Research
Publications
"Did the COVID-19 Recession Increase the Demand for Digital Occupations in the United States? Evidence from Employment and Vacancies Data" - with Jiaming Soh (U of Michigan) and Myrto Oikonomou, Ippei Shibata, Marina Tavares (all IMF)- Accepted at IMF Economic Review - Link to PDF - Online Appendix
Previous version as IMF Working Paper Link to IMF WP
"Job polarization and the declining wages of young female workers in the United Kingdom" with Era Dabla-Norris (IMF) and Jay Rappaport (Georgetown Law School) - 2023 - forthcoming on Oxford Bulletin of Economics and Statistics - Link to Published Version - Working Paper PDF
Previously circulated as "Job Polarization and the Declining Fortunes of the Young" IMF Working Paper 19/216
"Has COVID-19 Induced Labor Market Mismatch? Evidence from the US and the UK" - 2023 - with Ippei Shibata (IMF) - Labour Economics, 81 - Link to Published Version- Working paper PDF
Older version also circulated as IMF Working Paper 22/05
Coverage by: New York Times , CNN, AFP, The National
"Subjective models of the macroeconomy: evidence from experts and a representative sample" - 2022 - with Peter Andre (briq), Johannes Wohlfart (University of Copenhagen) and Chris Roth (University of Cologne) - Review of Economic Studies, 89(6), 2958-2991 - Link to Published Version - Working Paper PDF - Instructions
Coverage by: The New York Times
"State dependence in labor market fluctuations." -2020- with Konstantinos Theodoridis (European Stability Mechanism) and Francesco Zanetti (Oxford) - International Economic Review - Link to Published Version - Working Paper PDF - Online Appendix
Working papers
"Labor Market Exposure to AI: Cross-country Differences and Distributional Implications" - with Augustus Panton, Marina Mendes Tavares, Mauro Cazzaniga (FGV-SP) and Longji Li - Link to PDF
An earlier version circulated as IMF Working Paper 23/216
"Housing, borrowing constraints, and labor supply over the life cycle" - 2017 - PDF
"Labor force composition and the aggregate matching function in the United Kingdom" with Bradley Speigner (Bank of England) - 2018 - PDF
An earlier version of the work is available as a BoE working paper.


* Aim of the exercise
Every entry is to be restated exactly; pictures are not part of the copy.

[Data entries]
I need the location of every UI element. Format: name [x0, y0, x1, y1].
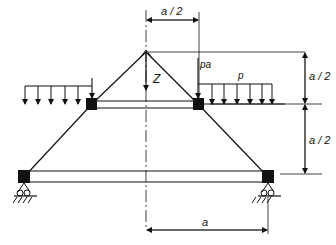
lower-left-joint: [18, 170, 30, 183]
upper-left-joint: [86, 98, 97, 110]
distributed-load-right: [198, 84, 285, 104]
upper-struts: [92, 52, 198, 104]
left-roller-support-icon: [13, 183, 37, 203]
distributed-load-label: p: [238, 71, 244, 81]
truss-diagram: [0, 0, 336, 245]
bottom-dimension-label: a: [202, 217, 208, 228]
top-dimension: [147, 12, 199, 100]
top-dimension-label: a / 2: [161, 6, 182, 17]
lower-right-joint: [262, 170, 274, 183]
right-lower-dimension-label: a / 2: [309, 135, 330, 146]
upper-beam: [92, 101, 198, 108]
apex-load-label: Z: [153, 73, 160, 85]
distributed-load-left: [25, 86, 92, 104]
upper-right-joint: [193, 98, 204, 110]
right-dimensions: [210, 53, 322, 174]
right-roller-support-icon: [252, 183, 281, 203]
right-upper-dimension-label: a / 2: [309, 71, 330, 82]
point-load-label: pa: [200, 60, 211, 70]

* Expected answer
I need the location of every UI element. Format: name [x0, y0, x1, y1].
lower-left-joint: [18, 170, 30, 183]
upper-left-joint: [86, 98, 97, 110]
distributed-load-right: [198, 84, 285, 104]
upper-struts: [92, 52, 198, 104]
left-roller-support-icon: [13, 183, 37, 203]
distributed-load-label: p: [238, 71, 244, 81]
truss-diagram: [0, 0, 336, 245]
bottom-dimension-label: a: [202, 217, 208, 228]
top-dimension: [147, 12, 199, 100]
top-dimension-label: a / 2: [161, 6, 182, 17]
lower-right-joint: [262, 170, 274, 183]
right-lower-dimension-label: a / 2: [309, 135, 330, 146]
upper-beam: [92, 101, 198, 108]
apex-load-label: Z: [153, 73, 160, 85]
distributed-load-left: [25, 86, 92, 104]
upper-right-joint: [193, 98, 204, 110]
right-dimensions: [210, 53, 322, 174]
right-roller-support-icon: [252, 183, 281, 203]
right-upper-dimension-label: a / 2: [309, 71, 330, 82]
point-load-label: pa: [200, 60, 211, 70]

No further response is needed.